Experts hope fourth COVID vaccine option a ‘gamechanger’ in battling variants
HONOLULU (HawaiiNewsNow) - The U.S. Food and Drug Administration is expected to authorize a fourth vaccine that could appeal to some skeptics.
Some are calling it a gamechanger.
Novavax’s two-dose vaccine uses conventional technology found in vaccines proven to prevent hepatitis, shingles, and other diseases.
“The protein from the virus is actually provided. And the nice extra effect is that there’s an adjuvant in there and adjuvant is a compound that helps you have a stronger immune response,” Lehrer said.
Dr. Axel Lehrer is associate professor at the University of Hawaii at Manoa’s John A. Burns School of Medicine Department of Tropical Medicine. He uses the same technology in his vaccine research.

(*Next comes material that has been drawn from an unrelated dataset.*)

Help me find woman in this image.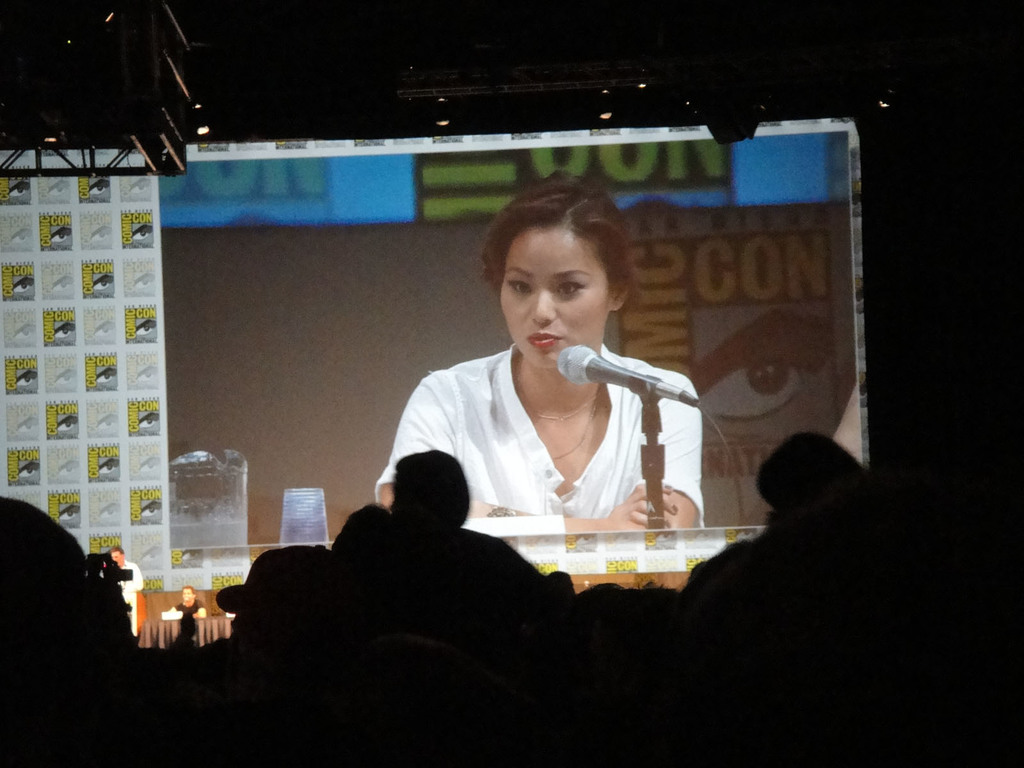
Found it: locate(372, 188, 707, 604).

He said immunity is typically stronger, longer and broader from protein vaccines, meaning they can be more effective against new variants.

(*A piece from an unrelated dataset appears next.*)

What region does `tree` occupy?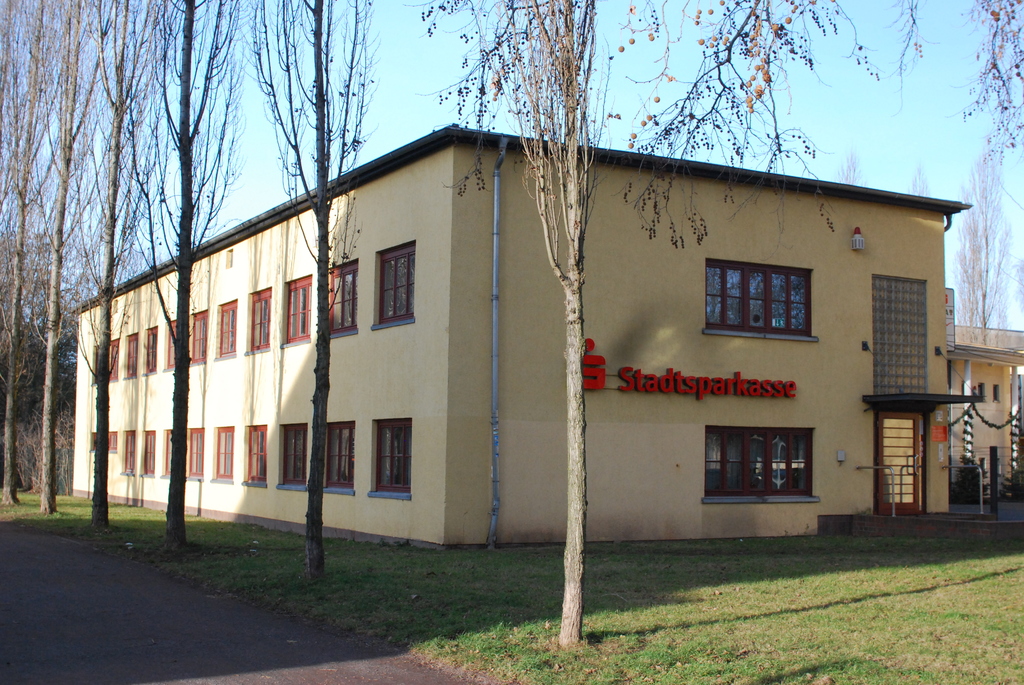
(950,144,1012,349).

“What we need right now is kind of a variety of different vaccines that work a little bit different in the way how they induce the immunity,” he said.
About 78% of Hawaii residents are fully vaccinated ― a figure that hasn’t changed much over the last few months, despite a surge in cases statewide. Only 40% have been boosted.
He says the challenge with the genetic mRNA vaccines from Pfizer, Moderna and Johnson and Johnson is not knowing how strong a person’s immune response will be and how long it will last.
“The mRNA vaccines require boosters quite often, we don’t know what happens after dose four,” he said.
Another benefit: Those who couldn’t get an mRNA vaccine for health reasons have another option.
And shots can be stored in a regular refrigerator, making them more accessible in hard to reach areas.
Lehrer says mixing different vaccine platforms can also boost immunity.
“We will see a lot of folks getting boosters with the protein vaccine, even people that have gotten the mRNA vaccines as their primary vaccinations,” he said.
Kalihi-Palama Health Center Medical Director Dr. Michael Walter hopes having more options will mean reaching the 23% of the population that still is not vaccinated.
“We have seen an increase in people getting their boosters, 50 and over getting their second boosters, we’ve had a bump in that over the last month or so, as cases have gone up,” he said.
He expects the FDA next week to approve the use of Pfizer and Moderna vaccines in children six months to four years of age, meaning the shots could be available at the end of this month.
The fourth vaccine also offers an alternative for unvaccinated people who worry mRNA technology is too experimental and claim they alter a person’s DNA.
Meantime, Pfizer and Moderna are working on Omicron variant vaccines. But those aren’t expected for another few months.